Evanston’s Jewish Reconstructionist Congregation hosted its annual Erev Rosh Hashanah Shofar Walk Wednesday, bringing around 200 people together to celebrate the holiday.
Rosh Hashanah, the Jewish new year, began on the evening of Oct. 2 and ends after sundown on Oct. 4. It marks the beginning of the Jewish High Holidays, a 10-day period ending with Yom Kippur.
JRC’s Shofar Walk gathered the Jewish community the night of Rosh Hashanah at Dawes Park. The procession began near the park pavilion and looped around the park, stopping at seven stations to gather, sing and hear the shofar.
The shofar, a traditional Jewish instrument made from a ram’s horn, is commonly used on Rosh Hashanah to signal an awakening, according to JRC’s Rabbi Rachel Weiss. Weiss said the sounding of the shofar is “a primal cry that says, ‘We are here to announce the holiday has begun!’”
Weiss said the Shofar Walk tradition emerged out of the pandemic, when members of the congregation were looking for a way to see one another and celebrate one of their holiest days.
“(It’s) really about making sure that we can do the most important thing we as Jews do together, which is to gather, to be together in community,” Weiss said. “Because you can’t be Jewish alone.”
A variety of people, some using canes and wheelchairs, and some pushing strollers and pulling wagons, all made their way around the park. Weiss encouraged everyone in the procession to chat with familiar faces and make new friends, too.
Along the way, safety marshals in yellow vests guided the group. One safety marshal, Robin Trilling, is a member of JRC and said she chose to volunteer as a safety marshal at the Shofar Walk to give back to her community.
Trilling explained that Rosh Hashanah offers Jewish people a chance for reflection as the new year begins.

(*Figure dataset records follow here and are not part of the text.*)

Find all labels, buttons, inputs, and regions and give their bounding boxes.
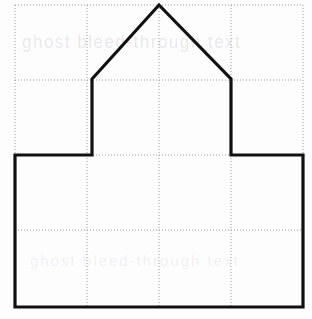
figure-container: ghost bleed-through text ghost bleed-thr… — [0, 0, 312, 319]
figure-svg — [0, 0, 312, 319]
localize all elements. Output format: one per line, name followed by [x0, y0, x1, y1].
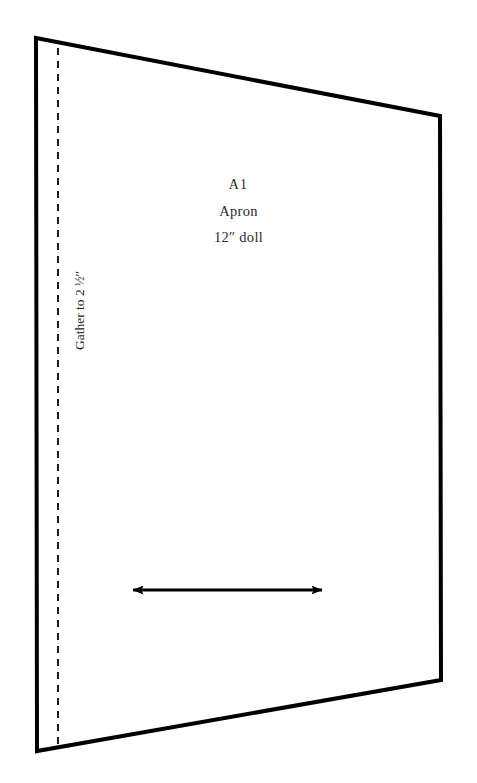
pattern-piece-outline: [36, 38, 441, 751]
pattern-drawing: [0, 0, 477, 783]
pattern-sheet: A1 Apron 12″ doll Gather to 2 ½″: [0, 0, 477, 783]
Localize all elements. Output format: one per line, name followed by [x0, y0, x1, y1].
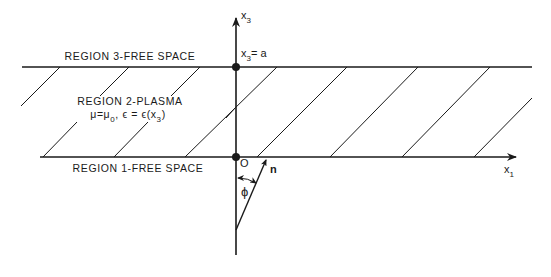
epsilon-sub: 3 — [157, 115, 162, 124]
origin-point — [232, 153, 240, 161]
diagram-graphics — [0, 0, 551, 277]
top-boundary-label: x3= a — [241, 47, 267, 59]
x1-axis-label: x1 — [504, 163, 514, 175]
phi-angle-label: ϕ — [241, 184, 248, 199]
phi-angle-arc — [238, 178, 256, 183]
top-boundary-point — [232, 63, 240, 71]
x3-axis-label: x3 — [241, 9, 251, 21]
epsilon-text: , ϵ = ϵ(x — [115, 108, 156, 120]
x1-label-sub: 1 — [510, 170, 514, 179]
x3-label-sub: 3 — [247, 16, 251, 25]
top-boundary-label-sub: 3 — [247, 54, 251, 63]
region-3-label: REGION 3-FREE SPACE — [65, 50, 196, 62]
epsilon-close: ) — [162, 108, 166, 120]
mu-sub: 0 — [110, 115, 115, 124]
n-vector-label: n — [270, 163, 277, 175]
origin-label: O — [240, 157, 249, 169]
x1-label-base: x — [504, 163, 510, 175]
mu-text: μ=μ — [90, 108, 110, 120]
diagram-canvas: x3 x1 x3= a O n ϕ REGION 3-FREE SPACE RE… — [0, 0, 551, 277]
region-2-label: REGION 2-PLASMA — [77, 95, 182, 107]
x3-label-base: x — [241, 9, 247, 21]
region-2-properties: μ=μ0, ϵ = ϵ(x3) — [90, 108, 166, 120]
region-1-label: REGION 1-FREE SPACE — [73, 162, 204, 174]
top-boundary-label-base: x — [241, 47, 247, 59]
top-boundary-label-value: = a — [251, 47, 267, 59]
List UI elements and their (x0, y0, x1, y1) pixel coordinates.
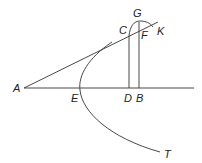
label-g: G (133, 7, 142, 19)
label-f: F (141, 29, 149, 41)
label-d: D (124, 92, 132, 104)
tangent-line-ak (24, 22, 158, 88)
label-e: E (71, 92, 79, 104)
label-t: T (164, 148, 172, 160)
label-a: A (12, 82, 20, 94)
parabola-curve (80, 42, 160, 152)
label-c: C (119, 24, 127, 36)
geometry-diagram: A C G F K E D B T (0, 0, 202, 163)
label-k: K (157, 25, 165, 37)
label-b: B (136, 92, 143, 104)
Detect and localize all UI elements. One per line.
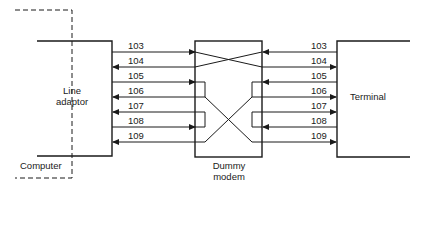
line-adaptor-label: Line adaptor bbox=[52, 85, 92, 107]
right-label-103: 103 bbox=[311, 41, 327, 51]
dummy-modem-box bbox=[195, 41, 262, 157]
dummy-modem-label-line1: Dummy bbox=[205, 160, 253, 171]
dummy-modem-label-line2: modem bbox=[205, 171, 253, 182]
computer-label: Computer bbox=[20, 160, 62, 171]
line-adaptor-label-line1: Line bbox=[52, 85, 92, 96]
left-label-109: 109 bbox=[128, 131, 144, 141]
loop-left-108-107 bbox=[195, 112, 205, 127]
right-label-109: 109 bbox=[311, 131, 327, 141]
left-label-106: 106 bbox=[128, 86, 144, 96]
left-label-103: 103 bbox=[128, 41, 144, 51]
right-label-107: 107 bbox=[311, 101, 327, 111]
cross-109-106 bbox=[195, 97, 252, 142]
left-label-108: 108 bbox=[128, 116, 144, 126]
loop-left-105-106 bbox=[195, 82, 205, 97]
loop-right-105-106 bbox=[252, 82, 262, 97]
line-adaptor-label-line2: adaptor bbox=[52, 96, 92, 107]
right-label-104: 104 bbox=[311, 56, 327, 66]
dummy-modem-label: Dummy modem bbox=[205, 160, 253, 182]
right-label-108: 108 bbox=[311, 116, 327, 126]
left-label-105: 105 bbox=[128, 71, 144, 81]
right-label-105: 105 bbox=[311, 71, 327, 81]
loop-right-108-107 bbox=[252, 112, 262, 127]
right-label-106: 106 bbox=[311, 86, 327, 96]
left-label-104: 104 bbox=[128, 56, 144, 66]
cross-106-109 bbox=[205, 97, 262, 142]
left-label-107: 107 bbox=[128, 101, 144, 111]
terminal-label: Terminal bbox=[350, 91, 386, 102]
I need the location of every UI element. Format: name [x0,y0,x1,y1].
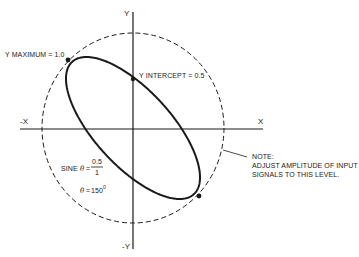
theta-value: θ = 150 0 [80,184,106,195]
sine-prefix: SINE [61,165,78,172]
note-line-1: ADJUST AMPLITUDE OF INPUT [252,162,358,169]
lower-extreme-point [197,194,202,199]
note-leader-line [223,150,247,157]
degree-mark: 0 [103,184,106,190]
theta-degrees: 150 [91,187,103,194]
sine-denominator: 1 [95,169,99,176]
equals-sign-2: = [86,187,90,194]
x-axis-label: X [258,117,264,126]
note-line-2: SIGNALS TO THIS LEVEL. [252,171,339,178]
y-axis-label: Y [124,9,130,18]
neg-x-axis-label: -X [20,117,29,126]
note-title: NOTE: [252,153,274,160]
y-intercept-point [131,77,135,81]
theta-symbol: θ [80,165,85,173]
theta-symbol-2: θ [80,187,85,195]
sine-numerator: 0.5 [92,158,102,165]
lissajous-diagram: Y -Y X -X Y MAXIMUM = 1.0 Y INTERCEPT = … [0,0,359,257]
neg-y-axis-label: -Y [122,242,131,251]
equals-sign: = [86,165,90,172]
y-maximum-point [66,58,71,63]
sine-formula: SINE θ = 0.5 1 [61,158,103,176]
y-maximum-label: Y MAXIMUM = 1.0 [5,51,65,58]
y-intercept-label: Y INTERCEPT = 0.5 [139,72,204,79]
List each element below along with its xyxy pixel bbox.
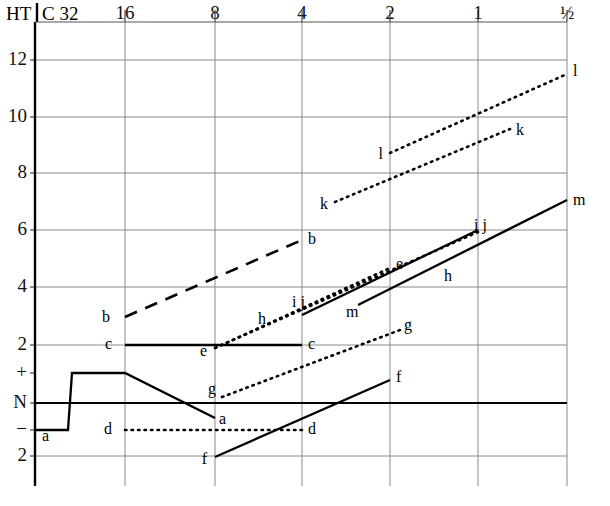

“We want to grill ourselves about who we are, what we’ve done in the past year, and then ultimately apologize for our transgressions, wipe the slate clean and start all over again,” Trilling said. “For me, it’s a very hopeful thing, and as a mindful person living in the world, it’s a wonderful ritual.”
Trilling added that seeing the community together at the Shofar Walk “fills (her) heart.”
Another member of JRC, Tracy Hultgren, said he’s been a part of the congregation for multiple decades. He said since it arose from the pandemic, the Shofar Walk has become a staple celebration.
“JRC is a community that shows up, and speaks up and supports each other,” Hultgren said. “That’s why I’m here.”
As the sunset cast vibrant colors over Lake Michigan, the procession reached its final stop. Members of the congregation brought out their own shofars and were led in one final sounding of the horn.
The celebration drew to a close, but the congregation remained, doing exactly what Weiss had encouraged by talking and reconnecting with one another.
“This has been quite a year to be Jewish, to be a human being with a heart, to be someone who is awake and alive in the world,” Weiss said. “It has been a year filled with so much grief and brokenness and pain, and one of the ways that we make it through together is by being together.”